The --test flag is available for continuous integration tests. Instead of updating the notebook, it returns an error if the notebook is not formatted. We use this in a CI test for one of our GitHub Actions workflows. And with some further bot integration, formatting patches can be automatically applied to the contributor’s pull request.

nblint

The easiest way to scale reviews is to let the machine do it. Every project has recurring issues that pop up in reviews, and style questions are often best settled with a style guide (TensorFlow likes the Google developer docs style guide). For a large project, the more patterns you can catch and fix automatically, the more time you’ll have available for other goals.

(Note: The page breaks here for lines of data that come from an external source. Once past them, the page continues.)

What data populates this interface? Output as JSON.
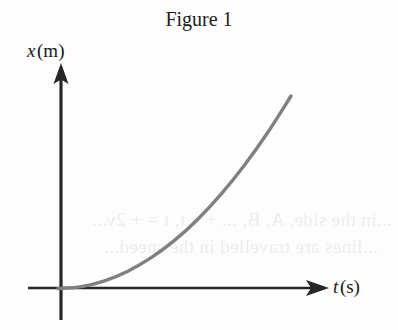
{
  "figure": {
    "title": "Figure 1",
    "background_color": "#fdfdfd",
    "axis_color": "#262626",
    "curve_color": "#808080"
  },
  "axes": {
    "y": {
      "symbol": "x",
      "unit": "(m)",
      "label": "x (m)",
      "quantity": "position",
      "arrow": "up"
    },
    "x": {
      "symbol": "t",
      "unit": "(s)",
      "label": "t (s)",
      "quantity": "time",
      "arrow": "right"
    }
  },
  "ghost_text": {
    "note": "faint mirrored show-through text from reverse of page",
    "line1": "...in the side, A, B, ... + v t, t = + 2v...",
    "line2": "...lines are travelled in the speed..."
  },
  "chart_data": {
    "type": "line",
    "title": "Figure 1",
    "xlabel": "t (s)",
    "ylabel": "x (m)",
    "grid": false,
    "legend": null,
    "axis_ticks": [],
    "series": [
      {
        "name": "position vs time",
        "color": "#808080",
        "x": [
          0.0,
          0.1,
          0.2,
          0.3,
          0.4,
          0.5,
          0.6,
          0.7,
          0.8,
          0.9,
          1.0
        ],
        "y": [
          0.0,
          0.01,
          0.04,
          0.09,
          0.16,
          0.25,
          0.36,
          0.49,
          0.64,
          0.81,
          1.0
        ]
      }
    ],
    "xlim": [
      0,
      1.05
    ],
    "ylim": [
      0,
      1.05
    ]
  }
}
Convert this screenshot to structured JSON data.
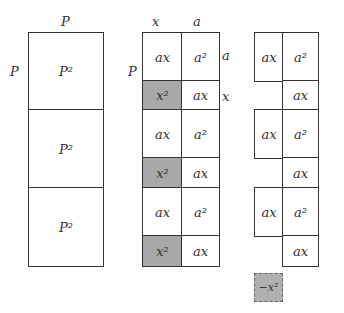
{
  "left": {
    "top_label": "P",
    "side_label": "P",
    "cells": [
      "P²",
      "P²",
      "P²"
    ]
  },
  "middle": {
    "top_labels": [
      "x",
      "a"
    ],
    "side_label": "P",
    "right_labels": [
      "a",
      "x"
    ],
    "cells": [
      [
        "ax",
        "a²"
      ],
      [
        "x²",
        "ax"
      ],
      [
        "ax",
        "a²"
      ],
      [
        "x²",
        "ax"
      ],
      [
        "ax",
        "a²"
      ],
      [
        "x²",
        "ax"
      ]
    ]
  },
  "right": {
    "cells": [
      [
        "ax",
        "a²"
      ],
      [
        "",
        "ax"
      ],
      [
        "ax",
        "a²"
      ],
      [
        "",
        "ax"
      ],
      [
        "ax",
        "a²"
      ],
      [
        "",
        "ax"
      ]
    ]
  },
  "removed": {
    "label": "−x²"
  }
}
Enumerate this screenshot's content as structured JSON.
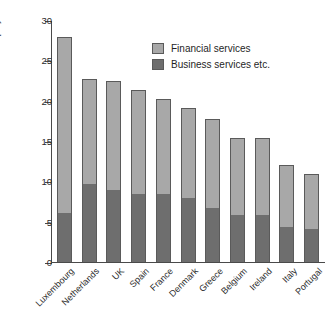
{
  "chart_data": {
    "type": "bar",
    "subtype": "stacked-vertical",
    "title": "",
    "xlabel": "",
    "ylabel": "% of total employment",
    "ylim": [
      0,
      30
    ],
    "yticks": [
      0,
      5,
      10,
      15,
      20,
      25,
      30
    ],
    "ytick_labels": [
      "0",
      "5",
      "10",
      "15",
      "20",
      "25",
      "30"
    ],
    "grid": false,
    "legend_position": "upper-right-inside",
    "categories": [
      "Luxembourg",
      "Netherlands",
      "UK",
      "Spain",
      "France",
      "Denmark",
      "Greece",
      "Belgium",
      "Ireland",
      "Italy",
      "Portugal"
    ],
    "series": [
      {
        "name": "Business services etc.",
        "color": "#6e6e6e",
        "values": [
          6.2,
          9.8,
          9.1,
          8.6,
          8.5,
          8.0,
          6.8,
          5.9,
          6.0,
          4.5,
          4.2
        ]
      },
      {
        "name": "Financial services",
        "color": "#a8a8a8",
        "values": [
          21.8,
          13.0,
          13.5,
          12.9,
          11.8,
          11.2,
          11.1,
          9.6,
          9.5,
          7.7,
          6.8
        ]
      }
    ],
    "totals": [
      28.0,
      22.8,
      22.6,
      21.5,
      20.3,
      19.2,
      17.9,
      15.5,
      15.5,
      12.2,
      11.0
    ]
  },
  "legend": {
    "items": [
      {
        "label": "Financial services",
        "color": "#a8a8a8"
      },
      {
        "label": "Business services etc.",
        "color": "#6e6e6e"
      }
    ]
  },
  "colors": {
    "financial_services": "#a8a8a8",
    "business_services": "#6e6e6e",
    "axis": "#4a4a4a",
    "bar_outline": "#5a5a5a",
    "background": "#ffffff"
  }
}
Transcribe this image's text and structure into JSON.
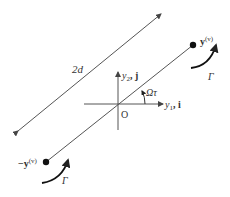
{
  "diagram": {
    "distance_label": "2d",
    "axis_y2_label": "y",
    "axis_y2_sub": "2",
    "axis_y2_vec": ", j",
    "axis_y1_label": "y",
    "axis_y1_sub": "1",
    "axis_y1_vec": ", i",
    "angle_label": "Ωτ",
    "origin_label": "O",
    "vortex_pos_label": "y",
    "vortex_pos_sup": "(v)",
    "vortex_neg_label": "−y",
    "vortex_neg_sup": "(v)",
    "circulation_top_label": "Γ",
    "circulation_bottom_label": "Γ",
    "colors": {
      "line": "#555555",
      "point": "#111111",
      "text": "#333333"
    }
  }
}
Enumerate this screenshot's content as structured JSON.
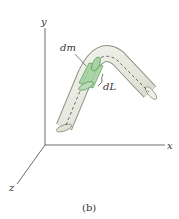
{
  "figure": {
    "caption": "(b)",
    "axes": {
      "x": "x",
      "y": "y",
      "z": "z"
    },
    "labels": {
      "mass_element": "dm",
      "length_element": "dL"
    },
    "colors": {
      "rod_fill": "#e8ebe0",
      "rod_edge": "#8a8f80",
      "element_fill": "#9fcf9a",
      "element_edge": "#4a8a4a",
      "axis": "#444444"
    }
  }
}
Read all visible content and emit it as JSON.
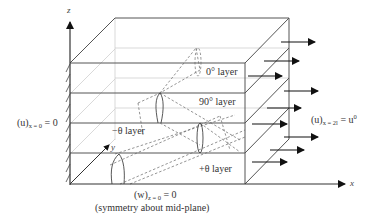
{
  "diagram": {
    "type": "laminate-plate-boundary-conditions",
    "axes": {
      "x": "x",
      "y": "y",
      "z": "z"
    },
    "layers": [
      {
        "name": "0° layer",
        "position": "top"
      },
      {
        "name": "90° layer",
        "position": "second"
      },
      {
        "name": "−θ layer",
        "position": "third"
      },
      {
        "name": "+θ layer",
        "position": "bottom"
      }
    ],
    "boundary_conditions": {
      "left": {
        "var": "(u)",
        "sub": "x = 0",
        "rhs": "= 0"
      },
      "right": {
        "var": "(u)",
        "sub": "x = 2l",
        "rhs": "= u",
        "rhs_sup": "0"
      },
      "bottom": {
        "var": "(w)",
        "sub": "z = 0",
        "rhs": "= 0",
        "note": "(symmetry about mid-plane)"
      }
    },
    "colors": {
      "line": "#555555",
      "dashed": "#777777",
      "arrow": "#111111",
      "light": "#bbbbbb"
    }
  }
}
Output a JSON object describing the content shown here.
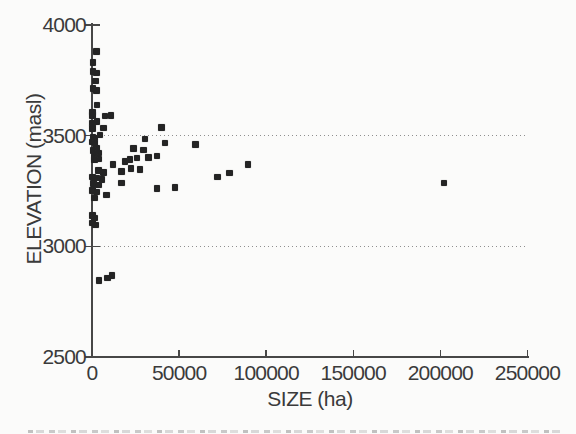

nblint is a notebook linting tool that checks documentation style rules. We use it to catch common style and structural issues in TensorFlow notebooks:

>$ python3 -m tensorflow_docs.tools.nblint [options] notebook.ipynb

Lints are assertions that test specific sections of the notebook. These lints are collected into style modules. nblint tests the google and tensorflow styles by default, and other style modules can be loaded at the command-line. Some styles require arguments that are also passed at the command-line, for example, setting a different repo when linting the TensorFlow translation notebooks:

$ python3 -m tensorflow_docs.tools.nblint 
--styles=tensorflow,tensorflow_docs_l10n
--arg=repo:tensorflow/docs-1l0n
notebook.ipynb

Lint tests can have an associated fix that makes it easy to update notebooks to pass style checks automatically. Use the --fix argument to apply lint fixes that overwrite the notebook, for example:

$ python3 -m tensorflow_docs.tools.nblint --fix 
--arg=repo:tensorflow/docs notebook.ipynb

Learn more

TensorFlow is a big fan of Project Jupyter and Jupyter notebooks. Along with Google Colab, notebooks changed how we teach TensorFlow and scale a large open source documentation project with tested guides, tutorials, and translations. We hope that sharing some of the tools will help other open source projects that want to use notebooks as documentation.

Read a TensorFlow tutorial and then run the notebook in Google Colab. To contribute to the TensorFlow documentation project, submit a pull request or a translation review to our GitLocalize project.

Special thanks to Mark Daoust, Wolff Dobson, Yash Katariya, the TensorFlow docs team, and all TensorFlow docs authors, reviewers, contributors, and supporters.